Earier this year, The Brucedale Press of Port Elgin, ON, held an acrostic story contest. The story was to be 26 sentences long. Each sentence was to begin with a letter of the alphabet; that is, the first sentence with A, the second with B, and so  on. The first sentence had to begin, "Airborne at last..."

I was  runner up in this contest with a story called "A Lovely Family Visit" which is soon to be published in The Brucedale Press's magazine, The Leaf. Because it is as yet unpublished, but promised to them,  I don't think I can legally publish it on my blog. However, I can publish the other story I entered, which I thought was better, but which did not make it into the finals. Below is this second, unsuccessful entry, "How We Fell in Love."


HOW WE FELL IN LOVE
(c) Ruth Latta

Airborne at last, the flu virus gleefully looked for a warm, moist target. Belinda walked through the fast food restaurant into the cough of an elderly man who had a sore throat and felt stuffed-up, but had decided that a morning stroll in the crisp air and a coffee and an English muffin might clear his head.

Characteristically, Belinda had good intentions about getting the flu shot, but just hadn't gotten around to it, and kept telling herself, "I'm young and healthy, so I won't catch it." Down her nasal passages and throat the virus penetrated and latched on.  Expertly, Belinda balanced her coffee as she walked the block to the TV station where she was a receptionist, hoping anchorman Zach Carter would pause at her desk and chat. Formal and ultra-efficient on the outside, she turned to marshmallow whenever he walked by.

"Got something for you," announced the UPS man, presenting her with a cardboard box addressed to Zach. Heart pumping, she signed for it, and after stashing it in her foot well, she resolved to bring it to Zach's dressing room after he had finished the noon hour news broadcast.

In his dressing room, Zach was applying his make-up and feeling hung-over and exhausted. Just as Mom used to say, too many late nights in the bars would wreck his looks and his health.

"Kind of bloodshot," he murmured, squirting drops into his eyes. Looking for someone special wasn't as much fun as it used to be. Mom would say that bars were the wrong place to look.

Now, heading to the anchor desk, he stole a glance at the lovely ice-maiden in Reception, and wished - he wasn't quite sure what.
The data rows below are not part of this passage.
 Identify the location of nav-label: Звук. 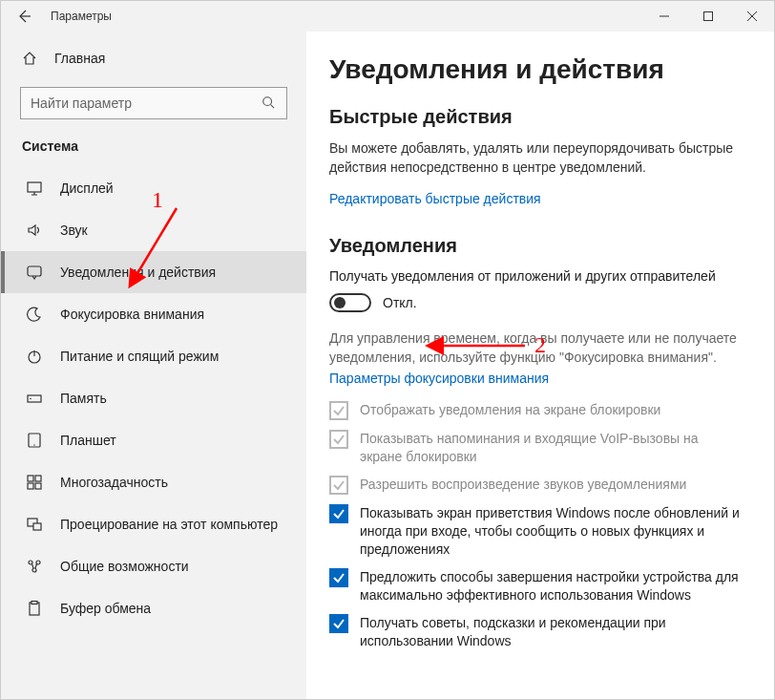
(74, 230).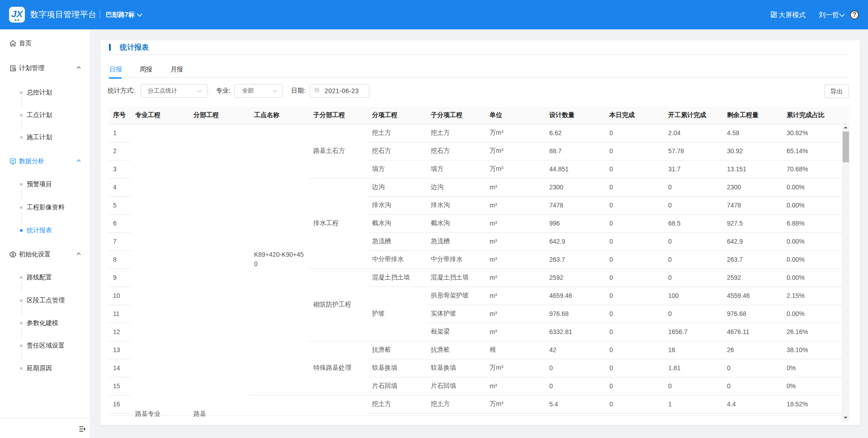 This screenshot has width=868, height=438. I want to click on svg-text: JX, so click(18, 14).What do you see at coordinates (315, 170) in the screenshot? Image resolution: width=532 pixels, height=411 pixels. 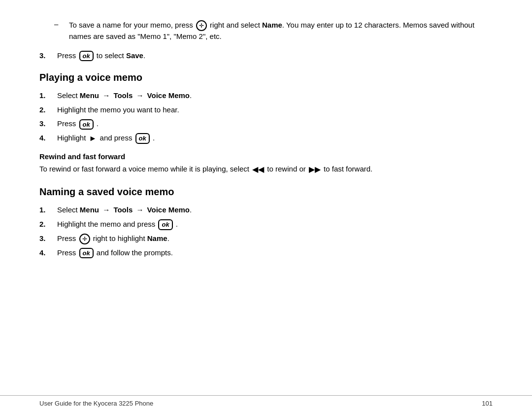 I see `fast-forward-icon: ▶▶` at bounding box center [315, 170].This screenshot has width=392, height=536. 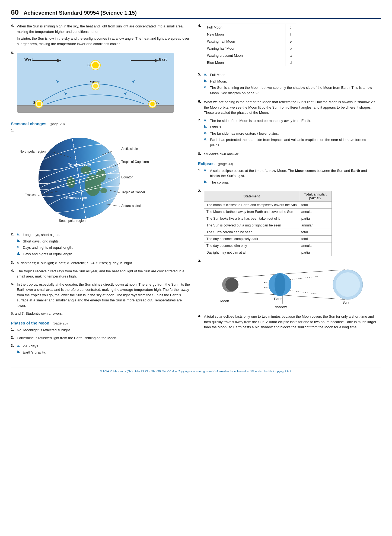 I want to click on eclipses-q1-b-text: The corona., so click(x=294, y=182).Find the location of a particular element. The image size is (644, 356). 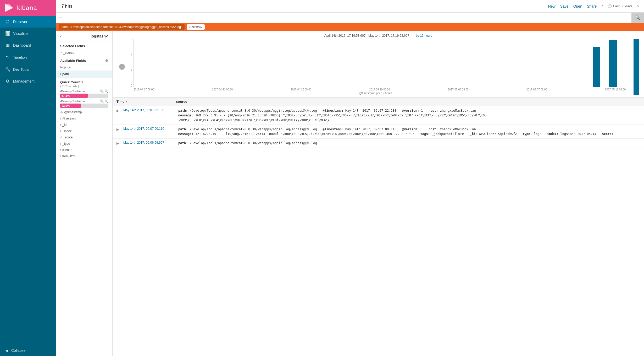

index-label: _index is located at coordinates (67, 131). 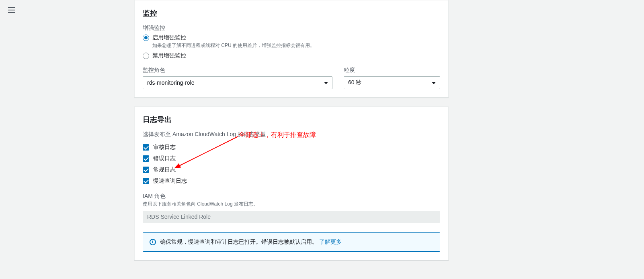 I want to click on log-export-title: 日志导出, so click(x=291, y=120).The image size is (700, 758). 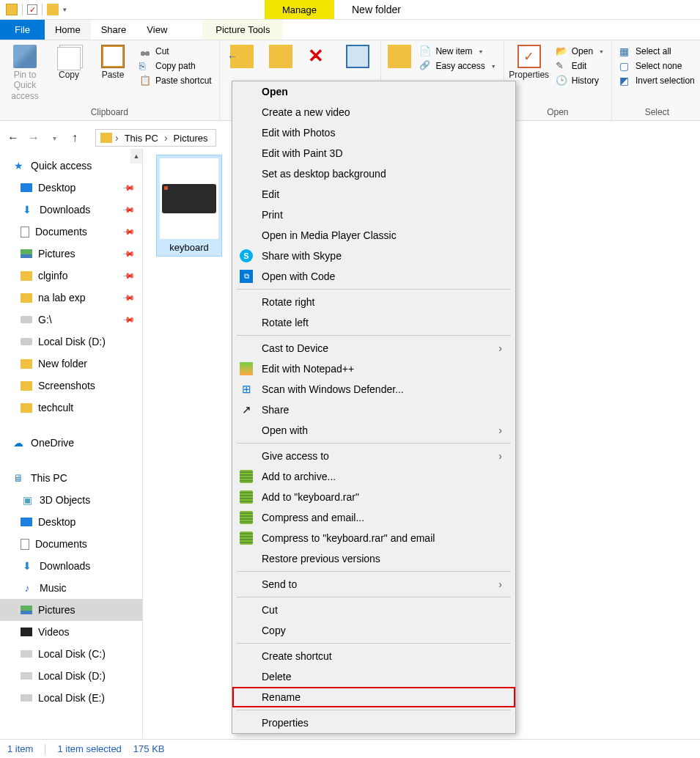 What do you see at coordinates (374, 697) in the screenshot?
I see `ctx-rename: Rename` at bounding box center [374, 697].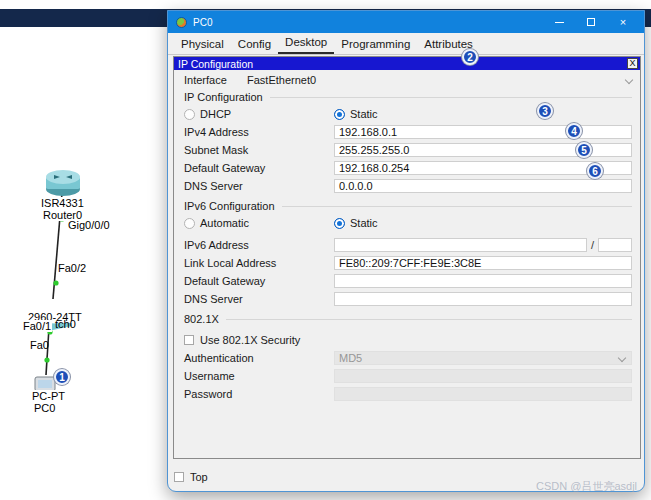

Overall, the noon news program went smoothly, but left him drained. Plopping down on the sofa in his dressing room for a nap might be a good idea.

Quickly and silently, Belinda stepped into Zach's office with the parcel, and, finding him snoring on his sofa, she was seized with frustrated desire. Risking awakening him and looking like a fool, she bent and kissed his half-open mouth.

Since Zach was moving in and out of sleep, he thought at first that he was just dreaming that a goddess was in his dressing room kissing him. Though he'd been scared to approach Belinda, worried that she'd turn him down, he realized, as he lay there feigning sleep, that she was attracted to him, and he would have reached up and embraced her, had he not been so tired and had she not darted out of the room so quickly.

"Utterly irresponsible not to get the flu shot!" muttered Belinda's mother as she nursed her penitent daughter with aspirin, echinacea, chicken soup and every other remedy she could think of.  Vitamin-C-stuffed and feeling better, Belinda returned to work the morning of the first big snowstorm of the winter, which Zach, looking wan, covered in detail on the news.

When she was back home that evening and was heating some soup for supper, she started feeling lonely and sorry for herself. Xylophone sounds, however, made her pick up her ringing phone, and who should be on the line but Zach Carter, asking her to let him crash on her sofa, because he was too sick to brave the drifts and drive back to his apartment.

Young love bloomed over the next few days, as Zach received tender nursing care in a bed so soft, yet so exciting, that he never wanted to leave it.

"Zach,"  Belinda would say in years to come, "tell the story of how we fell in love, the year we both forgot the flu shot."